Why does the Salish Sea glow in the dark?
6 comments
·December 4, 2025jhellan
thaumasiotes
> It’s such an academic word.
It's not even an early academic word; by its construction you can see that it postdates the period when scientists would have been expected to know Greek or Latin. etymonline dates it to 1909.
There are some interesting mentions in the "history" section of the wikipedia article:
> In 1920, the American zoologist E. Newton Harvey published a monograph, The Nature of Animal Light, summarizing early work on bioluminescence. Harvey notes that Aristotle mentions light produced by dead fish and flesh, and that both Aristotle and Pliny the Elder (in his Natural History) mention light from damp wood.
> He records that Robert Boyle experimented on these light sources, and showed that both they and the glowworm require air for light to be produced. Harvey notes that in 1753, J. Baker identified the flagellate Noctiluca "as a luminous animal" "just visible to the naked eye", and in 1854 Johann Florian Heller (1813–1871) identified strands (hyphae) of fungi as the source of light in dead wood.
Had there been a term in common use, it probably would have been adopted for scientific use too. But if for some reason that didn't happen, it looks like The Nature of Animal Light would be your best bet for finding out what peasants called it.
I suspect that Aristotle and Pliny the Elder both called it "light", and that would be my first guess for what English miners and fishermen called it too.
fsckboy
>a lot of people think about bioluminescence in these tropical regions, but we have it right up here in this very diverse and rich environment
non tropical, colder in winter than Seattle, warmer in summer, the waters of New England have a fair amount of bioluminescence. you can see it brushing your hand through the water, at the tips of oars, etc (only in the dark)
unlike the dinoflagellates in this video (which are eukaryotes she calls algae, not sure if algae have flagella? looked it up "dinoflagellates are not classified as plants; they are unicellular protists that can exhibit both plant-like and animal-like characteristics.
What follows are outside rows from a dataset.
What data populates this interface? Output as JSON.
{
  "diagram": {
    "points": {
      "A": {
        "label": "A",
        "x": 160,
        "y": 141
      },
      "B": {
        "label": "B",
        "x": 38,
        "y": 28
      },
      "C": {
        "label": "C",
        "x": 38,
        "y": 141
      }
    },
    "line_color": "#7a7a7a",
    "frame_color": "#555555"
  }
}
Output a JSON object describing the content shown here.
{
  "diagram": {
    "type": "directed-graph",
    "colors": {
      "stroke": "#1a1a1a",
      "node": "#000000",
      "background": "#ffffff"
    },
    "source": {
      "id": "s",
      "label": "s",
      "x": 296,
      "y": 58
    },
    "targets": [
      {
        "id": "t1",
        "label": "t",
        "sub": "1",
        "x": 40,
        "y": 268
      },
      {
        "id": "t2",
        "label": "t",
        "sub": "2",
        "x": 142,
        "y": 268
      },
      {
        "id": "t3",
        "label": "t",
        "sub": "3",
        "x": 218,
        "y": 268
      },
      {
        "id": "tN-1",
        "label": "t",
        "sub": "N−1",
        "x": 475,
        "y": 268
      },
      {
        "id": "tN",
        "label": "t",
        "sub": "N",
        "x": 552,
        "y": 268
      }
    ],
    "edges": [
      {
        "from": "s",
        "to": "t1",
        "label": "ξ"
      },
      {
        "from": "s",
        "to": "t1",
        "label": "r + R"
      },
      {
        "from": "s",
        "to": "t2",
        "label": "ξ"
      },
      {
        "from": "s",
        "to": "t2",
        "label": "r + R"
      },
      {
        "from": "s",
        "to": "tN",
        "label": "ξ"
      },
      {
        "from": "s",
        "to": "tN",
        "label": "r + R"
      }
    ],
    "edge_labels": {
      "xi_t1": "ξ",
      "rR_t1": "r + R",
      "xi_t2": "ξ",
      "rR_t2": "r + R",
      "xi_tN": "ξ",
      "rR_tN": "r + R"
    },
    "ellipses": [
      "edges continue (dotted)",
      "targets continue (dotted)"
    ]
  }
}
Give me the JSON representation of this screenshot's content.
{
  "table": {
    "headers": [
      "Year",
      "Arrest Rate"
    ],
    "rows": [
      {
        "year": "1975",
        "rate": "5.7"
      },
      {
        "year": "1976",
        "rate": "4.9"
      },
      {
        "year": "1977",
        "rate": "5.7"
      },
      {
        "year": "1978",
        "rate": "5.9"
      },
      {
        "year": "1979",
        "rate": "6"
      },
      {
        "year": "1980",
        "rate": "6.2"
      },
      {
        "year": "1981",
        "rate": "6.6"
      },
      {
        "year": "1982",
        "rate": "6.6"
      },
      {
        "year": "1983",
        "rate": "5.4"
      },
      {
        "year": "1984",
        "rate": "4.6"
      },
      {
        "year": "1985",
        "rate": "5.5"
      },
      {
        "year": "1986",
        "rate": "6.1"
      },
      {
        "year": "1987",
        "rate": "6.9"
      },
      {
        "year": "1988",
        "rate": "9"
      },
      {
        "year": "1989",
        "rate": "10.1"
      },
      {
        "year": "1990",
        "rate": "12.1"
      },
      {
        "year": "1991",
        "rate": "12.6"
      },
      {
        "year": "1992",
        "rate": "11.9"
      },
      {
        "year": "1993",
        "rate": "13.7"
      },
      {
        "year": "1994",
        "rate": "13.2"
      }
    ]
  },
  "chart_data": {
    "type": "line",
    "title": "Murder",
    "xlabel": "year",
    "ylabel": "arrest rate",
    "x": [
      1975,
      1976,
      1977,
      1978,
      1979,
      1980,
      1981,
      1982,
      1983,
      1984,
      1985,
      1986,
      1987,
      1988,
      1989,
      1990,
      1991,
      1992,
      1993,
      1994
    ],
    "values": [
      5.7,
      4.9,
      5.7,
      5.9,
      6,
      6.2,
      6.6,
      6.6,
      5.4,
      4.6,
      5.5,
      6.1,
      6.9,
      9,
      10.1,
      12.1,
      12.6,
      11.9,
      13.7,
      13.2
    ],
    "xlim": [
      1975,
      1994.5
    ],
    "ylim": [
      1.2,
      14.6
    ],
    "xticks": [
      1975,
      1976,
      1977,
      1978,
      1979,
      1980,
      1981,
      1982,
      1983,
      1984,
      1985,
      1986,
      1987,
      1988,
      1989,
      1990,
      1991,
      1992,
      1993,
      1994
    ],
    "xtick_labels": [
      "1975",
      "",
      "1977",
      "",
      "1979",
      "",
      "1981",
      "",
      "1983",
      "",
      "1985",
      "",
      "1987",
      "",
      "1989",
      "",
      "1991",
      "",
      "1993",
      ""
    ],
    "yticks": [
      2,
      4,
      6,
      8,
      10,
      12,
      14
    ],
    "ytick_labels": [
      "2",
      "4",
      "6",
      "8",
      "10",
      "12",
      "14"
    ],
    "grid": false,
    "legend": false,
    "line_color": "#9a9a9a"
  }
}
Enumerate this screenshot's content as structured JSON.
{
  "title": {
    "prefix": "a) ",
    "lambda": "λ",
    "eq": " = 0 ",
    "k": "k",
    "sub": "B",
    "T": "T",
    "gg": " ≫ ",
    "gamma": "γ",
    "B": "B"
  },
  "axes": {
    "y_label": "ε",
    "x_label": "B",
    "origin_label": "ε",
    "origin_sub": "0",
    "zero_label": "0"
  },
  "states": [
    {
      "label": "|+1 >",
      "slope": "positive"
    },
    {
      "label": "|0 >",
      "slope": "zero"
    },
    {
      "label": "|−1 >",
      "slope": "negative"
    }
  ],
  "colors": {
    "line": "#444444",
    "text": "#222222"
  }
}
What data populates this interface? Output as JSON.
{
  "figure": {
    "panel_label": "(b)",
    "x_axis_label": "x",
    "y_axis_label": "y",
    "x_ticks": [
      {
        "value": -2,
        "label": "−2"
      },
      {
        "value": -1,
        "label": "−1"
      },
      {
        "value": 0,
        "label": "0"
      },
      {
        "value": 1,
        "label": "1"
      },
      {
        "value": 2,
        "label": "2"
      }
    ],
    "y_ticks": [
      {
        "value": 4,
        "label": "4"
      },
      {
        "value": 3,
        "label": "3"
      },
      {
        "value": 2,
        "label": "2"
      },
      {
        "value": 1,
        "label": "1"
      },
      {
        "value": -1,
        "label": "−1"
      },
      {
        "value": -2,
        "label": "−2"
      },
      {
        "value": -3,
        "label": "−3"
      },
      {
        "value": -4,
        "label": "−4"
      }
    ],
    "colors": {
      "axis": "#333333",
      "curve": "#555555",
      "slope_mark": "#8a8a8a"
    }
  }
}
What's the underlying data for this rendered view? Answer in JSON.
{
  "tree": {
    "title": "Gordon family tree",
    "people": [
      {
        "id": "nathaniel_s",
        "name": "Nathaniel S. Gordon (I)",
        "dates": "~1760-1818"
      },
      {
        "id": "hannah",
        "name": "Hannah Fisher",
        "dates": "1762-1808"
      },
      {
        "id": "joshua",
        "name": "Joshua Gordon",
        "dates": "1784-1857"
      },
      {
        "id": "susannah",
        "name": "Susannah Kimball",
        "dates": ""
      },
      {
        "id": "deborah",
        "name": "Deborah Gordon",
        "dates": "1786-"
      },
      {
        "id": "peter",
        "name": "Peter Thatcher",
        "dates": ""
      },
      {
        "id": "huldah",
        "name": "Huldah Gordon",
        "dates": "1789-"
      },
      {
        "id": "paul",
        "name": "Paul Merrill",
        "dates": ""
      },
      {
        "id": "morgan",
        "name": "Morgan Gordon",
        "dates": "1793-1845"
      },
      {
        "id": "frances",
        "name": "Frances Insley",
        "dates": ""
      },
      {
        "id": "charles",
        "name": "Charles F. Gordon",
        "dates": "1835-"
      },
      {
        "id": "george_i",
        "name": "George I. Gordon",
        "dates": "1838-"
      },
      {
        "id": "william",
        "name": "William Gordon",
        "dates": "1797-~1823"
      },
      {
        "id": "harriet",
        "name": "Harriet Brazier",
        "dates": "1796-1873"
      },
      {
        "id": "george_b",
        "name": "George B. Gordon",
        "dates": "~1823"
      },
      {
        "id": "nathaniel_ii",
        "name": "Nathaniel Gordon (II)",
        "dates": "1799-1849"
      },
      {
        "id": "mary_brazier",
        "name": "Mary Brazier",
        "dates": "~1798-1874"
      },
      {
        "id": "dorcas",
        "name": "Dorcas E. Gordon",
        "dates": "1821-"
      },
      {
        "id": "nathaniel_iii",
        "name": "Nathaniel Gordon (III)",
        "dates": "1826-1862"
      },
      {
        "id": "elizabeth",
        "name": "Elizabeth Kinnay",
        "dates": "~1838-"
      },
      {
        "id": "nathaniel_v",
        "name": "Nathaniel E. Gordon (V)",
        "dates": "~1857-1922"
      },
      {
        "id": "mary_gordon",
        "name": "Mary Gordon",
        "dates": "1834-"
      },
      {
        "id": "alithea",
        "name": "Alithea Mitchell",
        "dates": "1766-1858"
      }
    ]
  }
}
Some dinoflagellates are photosynthetic, using sunlight to produce energy, while others are heterotrophic, consuming other organisms for nutrients.") from somebody whoi oughta know I was told for the east coast it's ctenaphores (the c is cilent) the largest mini creatures that use cilia to move. just looking on wikipedia, apparently to cope with feeding themselves they also eat copepods which can also be bioluminescent
https://en.wikipedia.org/wiki/Ctenophora https://en.wikipedia.org/wiki/Copepod
adrian_b
"Algae" is a term that is used for any living beings that have chloroplasts, thus they are able to capture solar light and produce free oxygen, except for the originally terrestrial plants (which descend from a certain group of green algae).
Most unicellular algae have flagella.
By phylogeny, there are several separate kinds of algae, which are not closely related and which have appeared as a consequence of separate symbiosis events.
After diatoms, dinoflagellates are among the most abundant unicellular algae. The chloroplasts of both diatoms and dinoflagellates have their origin in red algae that had been incorporated as intracellular symbionts in a distant past.
Simplita
Bioluminescence never feels real even after you read the science. What surprised me is how sensitive the phenomenon is to environmental changes.
jfaat
It's really amazing. One of the greatest experiences of my life was diving at night in a bioluminescent cove. I turned off my torch and the glow from my dive buddy's finning afforded all the viz I needed. Diving always feels so viscerally otherworldly but never quite as much as it did in that moment.
I find it weird that English apparently doesn’t have an everyday word for marine bioluminescence. It’s such an academic word. What would traditional sailors and fishermen have called it? In my language (Norwegian) we call it «morild» (sea-fire).